The first of the two photographs below is a mishmash of blackwood leaves, eucalyptus leaves and a single banksia tree with its barely discernible grey trunk holding up candles of yellow.
Hardly recognizable, yet the total, somewhat fuzzy composition works. It gives a sense of the whole.
The second photograph shows a detailed look at hakea needles just a few feet away from the above photo and taken a day later after the most soft, fine mist came through to deposit innumerable tiny droplets.
They represent how one perceives the world: either focusing on detail or looking at the subject matter in a broader context. They represent how our left and right brain hemispheres work.
Each is exquisite in its own right. Each has a story to tell.
They suggest the possibility that the whole is greater than the sum of its parts.
The competent artist and the emerging scientist of today understand that: “no one object exists independently of others, but reflects a part of whatever else it co-exists with, and in turn is itself similarly reflected there.”
The photo below is an attempt to show this.

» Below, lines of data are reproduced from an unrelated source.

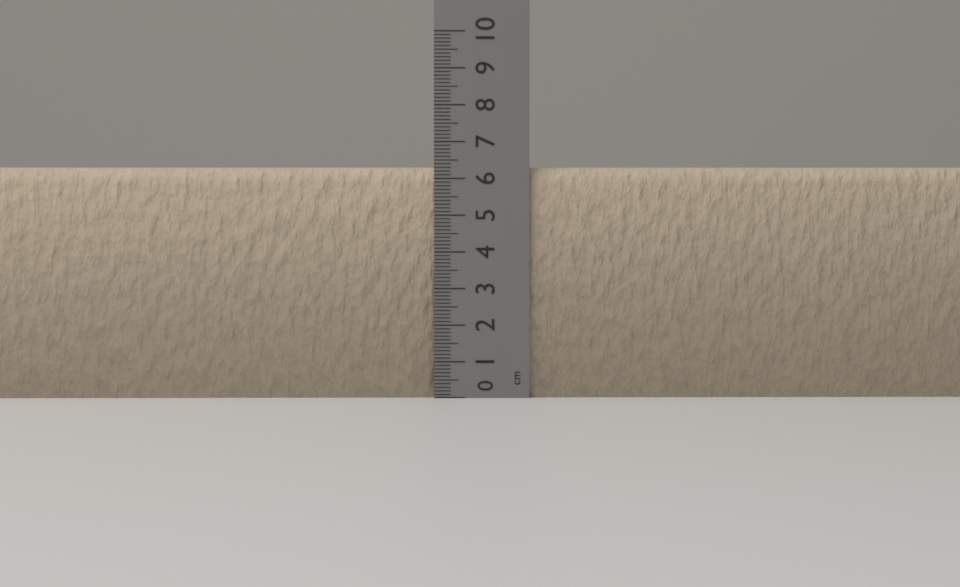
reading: 6.3 cm
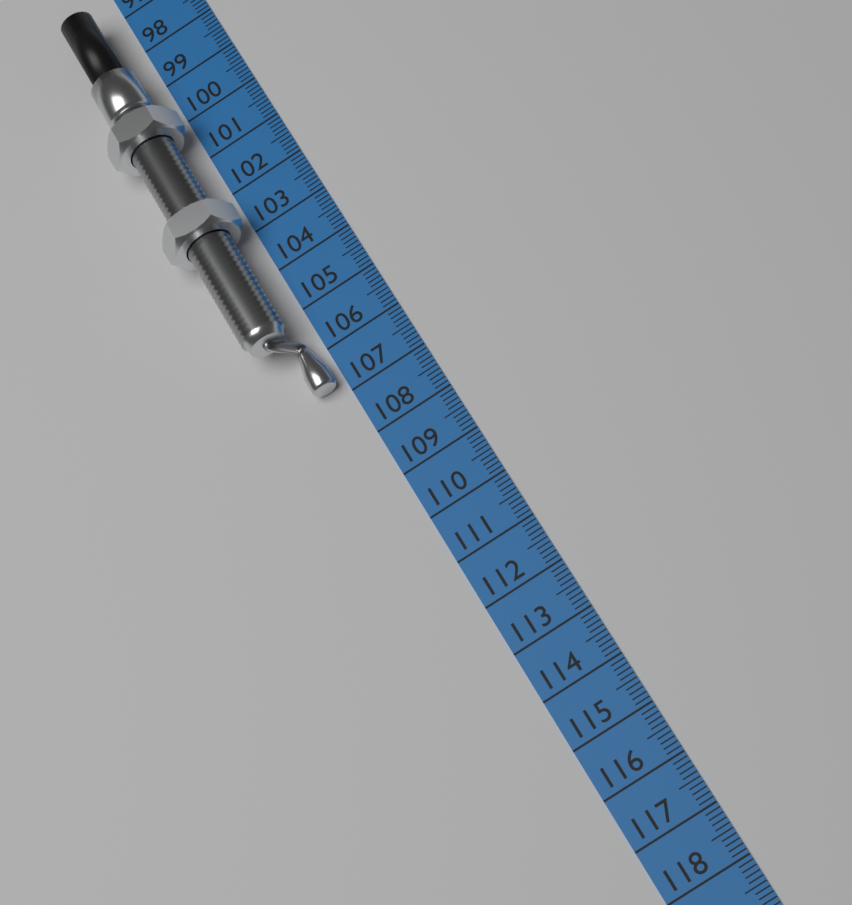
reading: 106.8 cm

Not that it is totally successful.
But it does demonstrate how an artist works: focusing on detail, yet always trying to embody through their art a universal truth; patient with his/her imperfections, looking again anew, and again, and again; engaging with nature constantly.

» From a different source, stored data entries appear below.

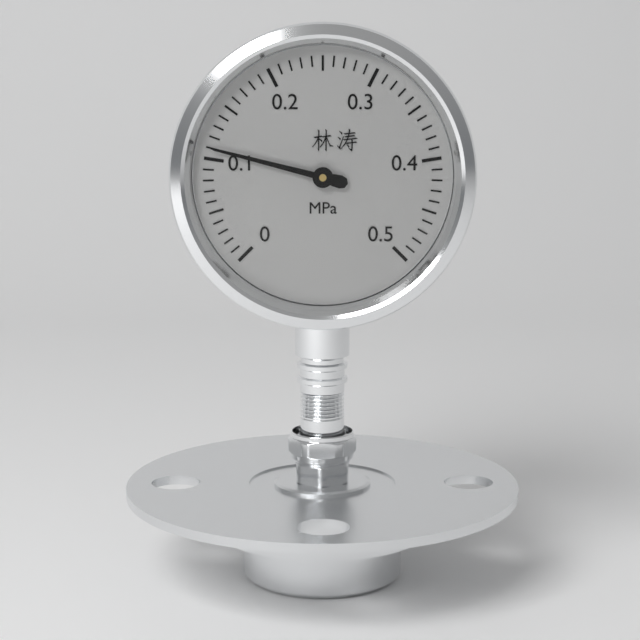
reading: 0.11 MPa
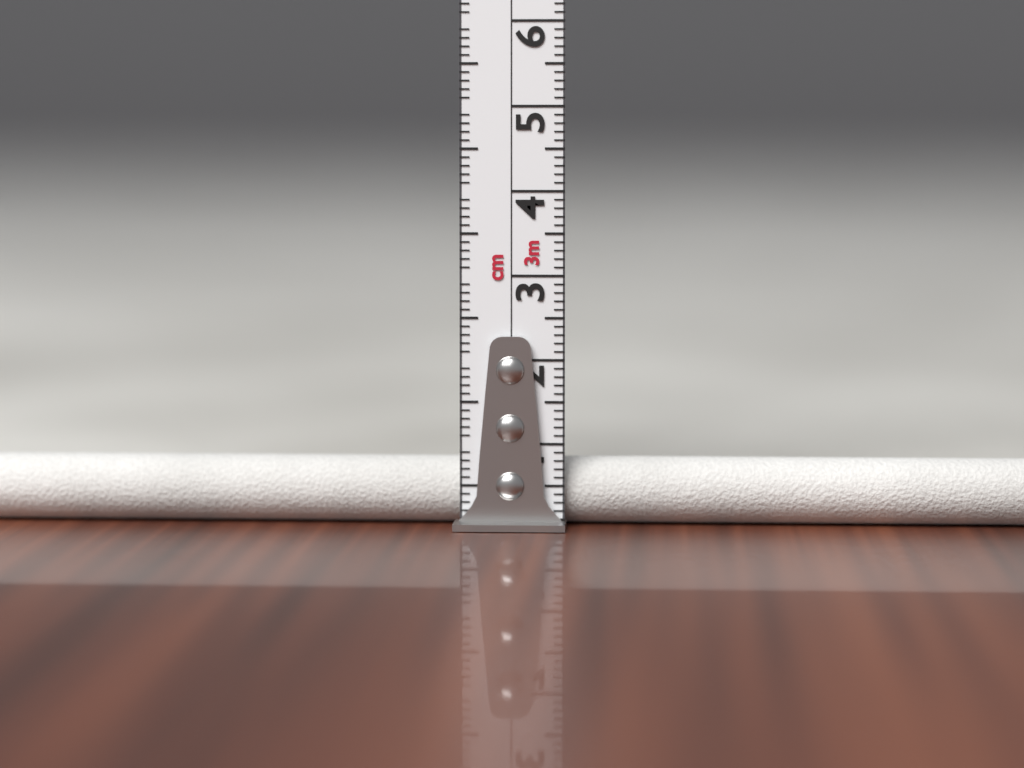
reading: 0.8 cm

“… truth is arrived at through engagement with the world, not through greater abstraction from it; the general is encountered through, rather than in spite of, the particular; and the infinite through, rather than in spite of, the finite.
[The] artist does not merely reflect what is there anyway, albeit in a novel way, but actually brings into being a truth about the world that was not there before, perhaps the best example of the universal being manifest through the particular.”